Question

Why does the Kademlia Distributed Hash Table use UDP as its network transport protocol, even though it's unreliable?

Was it helpful?

Solution

The main reason is that you rapidly query many nodes that you have never established contact to before and possibly will never see again during a lookup.

Kademlia lookups are iterative, i.e. requests won't be forwarded. A forwarding DHT would be more suited to long-standing TCP connections.

I.e. a large chunk of the traffic consists a short-lived exchange of a request and response between nodes of a network potentially ranging in the millions. The overhead of rapidly establishing thousands of TCP connections would be prohibitive.

OTHER TIPS

Why UDP? Because, it is simple, effective and low-cost protocol. It does not guarantee delivery of the package and does not require to establish a constant connection. All these features make UDP fit for fast data delivery to multiple recipients. That's all you need to P2P-applications.

Сitation from Kademlia's Design Specification:

Kademlia's designers do not appear to have taken into consideration the use of IPv6 addresses or TCP/IP instead of UDP or the possibility of a Kademlia node having multiple IP addresses.

I must admit that I have not used this product, but researching it makes me think I can answer this.

It appears to be an eventually coherent system. It also appears to be a high performance system. Given this, udp would work. There is no handshake like there is for tcp so it's fast. There is also a correction mechanism so the possible corruption from the protocol are dealt with.

Our version of Kademlia (OpenKad) can uses either TCP or UDP.

Kademlia is a high level routing protocol and as such works the same with both transport level protocols. The lookup time in Kademlia deployments is not that good due to failures dropped packets and time outs. So performance is not the best answer.

I know this is likely to bring a lot of debate, but UDP is not specifically designed to be un-reliable, it just lacks features which make it reliable. From a higher level prospective (such as socket programming) UDP and TCP look and feel very similar, but are in fact not comparable. TCP is designed to handle most transport related issues out of the box, where UDP only appends a port header and checksome to the underlying IP packet, and that's pretty much it's full extent as a protocol.

Naturally, your able to build onto and extend both protocols. Extending UDP is usually not the right solution because TCP typically handles all you need in networking, but one of the few exceptions is when TCP's connection model is too limiting. This is the case in p2p networking because TCP is designed to basically emulate an exclusive one-to-one pipe between two end points, where p2p connections typically share more of an all-to-all nature.
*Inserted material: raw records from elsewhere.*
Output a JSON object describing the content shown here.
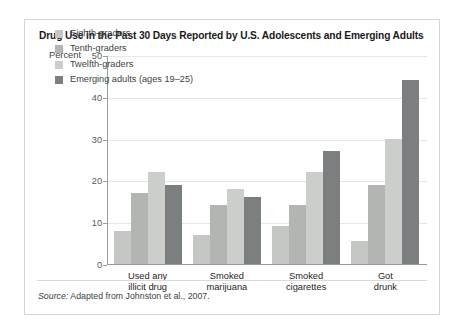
{
  "figure": {
    "title": "Drug Use in the Past 30 Days Reported by U.S. Adolescents and Emerging Adults",
    "axis_label": "Percent",
    "source_prefix": "Source:",
    "source_text": "Adapted from Johnston et al., 2007."
  },
  "chart_data": {
    "type": "bar",
    "title": "Drug Use in the Past 30 Days Reported by U.S. Adolescents and Emerging Adults",
    "xlabel": "",
    "ylabel": "Percent",
    "ylim": [
      0,
      50
    ],
    "yticks": [
      0,
      10,
      20,
      30,
      40,
      50
    ],
    "grid": true,
    "legend_position": "upper-left-inside",
    "categories": [
      "Used any\nillicit drug",
      "Smoked\nmarijuana",
      "Smoked\ncigarettes",
      "Got\ndrunk"
    ],
    "series": [
      {
        "name": "Eighth-graders",
        "color": "#c5c7c5",
        "values": [
          8,
          7,
          9,
          5.5
        ]
      },
      {
        "name": "Tenth-graders",
        "color": "#b3b5b3",
        "values": [
          17,
          14,
          14,
          19
        ]
      },
      {
        "name": "Twelfth-graders",
        "color": "#cccecc",
        "values": [
          22,
          18,
          22,
          30
        ]
      },
      {
        "name": "Emerging adults (ages 19–25)",
        "color": "#7c7f80",
        "values": [
          19,
          16,
          27,
          44
        ]
      }
    ]
  }
}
To make a long story short, your going to be "rebuilding the wheel" either way at this point by either adding 'reliability' to UDP or by creating an all-to-all TCP implementation.

To answer the meat of your question (why UDP in Kademlia) I don't think that the spec actually explains why to UDP (or not to use TCP), therefor I don't think there is an authoritative answer, but my guess is that the authors are/were of the opinion that building onto UDP would add more flexibility than attempting to stretch TCP into a direction that it specifically wasn't designed for. In other words, adding onto a lib which lacks practically any form of features VS working around and/or stretching the existing features of another.